Adapting to Changing Patterns

The thing about Pleasant is this: if you can catch fish here, you can translate that success to almost any other big desert impoundment in the country, and vice versa. Charlie says that in the Junior Bassmasters High School Open, the San Diego team came in 4th on Pleasant, and they had never fished here before. They told him it fished just like their desert lakes.

When he sees deep fish, Charlie picks up the big spoon. The thing about fishing these, he says, is that you will lose baits. There are still tons of submerged trees in Pleasant, and while these often hold big fish, they also like to keep your big baits. He casts the spoon out (and you can cast it a long way!), allows it sink to the bottom, rips it up, then lets it fall again. This works great summer and winter, he says – whenever the fish are deep. During these transition times from summer to winter, a combination of spoons and shallow baits are doing the trick.

If nothing fast is working, a drop shot rig with a 4-inch worm fished off shore is called for. Ponder says to look for an area with trees, brush, etc. He searches for rock piles, humps, long points, etc. Watch your graph for fish and adjust your leader length accordingly. Good colors on Pleasant include light pink, brown with purple, green pumpkin, and purple with blue.

Adapting to Changing Patterns 2

Pleasant has plenty of bluffy walls, in the main lake coves as well as in the river. These vertical structures can hold fish all year long – the trick is to figure out how deep they are, whether they are largemouth, and what they want. You can drag a football head jig around down there with a Yamamoto Hula Grub (Charlie’s all-time confidence bait/pictured above) in smoke with hologram flakes, smoke pepper, pumpkin seed, or smoke sparkle, or you can bounce it from ledge to ledge. Fish these on a good stout jig pole with heavy fluorocarbon or even braid. You may be fishing deep, so you won’t want a lot of stretch when you set the hook. Use the lightest jig you can get away with, and use a fast reel so you don’t let the fish get slack line and throw the bait. Drop shot rigs also work on these walls, but be prepared – you’re going to lose a lot of baits, because if the trees don’t get you, the rock crevices will. Your best bet is to just take the boat over your snagged bait. Usually it will come right off if you can get the boat behind it. Check your line, knots, and hook points after every fish and every snag.

A Yamamoto Hula Grub
A Yamamoto Hula Grub (with dyed tails) brought this nice largemouth to the surface.

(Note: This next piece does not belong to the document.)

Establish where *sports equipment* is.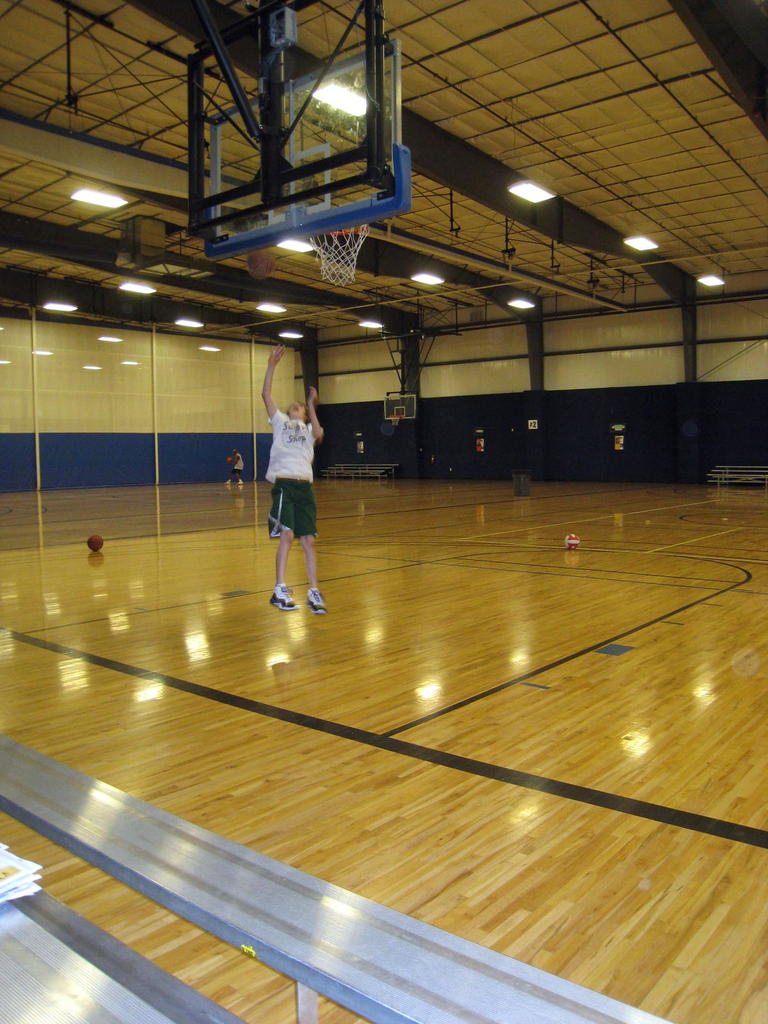
Established at 560, 531, 583, 548.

Lake Pleasant is either boom or bust for most anglers, but if you can figure it out, you can fish just about any desert lake with success. Charlie spends so much time on Pleasant that he has figured out a lot about it, but he’s pretty sure that no one always get a fat sack here. However, if you can be versatile and adapt to changing conditions, your odds both here and at other lakes out west will be a lot better.

Charlie Ponder is the Director of the Phoenix Junior Bassmasters and has been a part of the program for seven years. They now have almost 50 kids involved, including several girls, and he says the hardest thing is finding boat captains for the events. A boat captain simply drives the boat for a couple of kids while they fish the tournament. The 8- to 10-year-olds also bring a parent along. To be a boat captain, you need to be at least 18 years old, and have a boat and insurance. Without captains, there would be no club. These kids are the future of bass fishing, so if you can possibly help out in the Phoenix area, please go to www.phoenixjuniorbassmasters.com and click “about us” to find the contact information. There are just three tournaments left this season: November on Apache, March on Havasu, and April on Pleasant.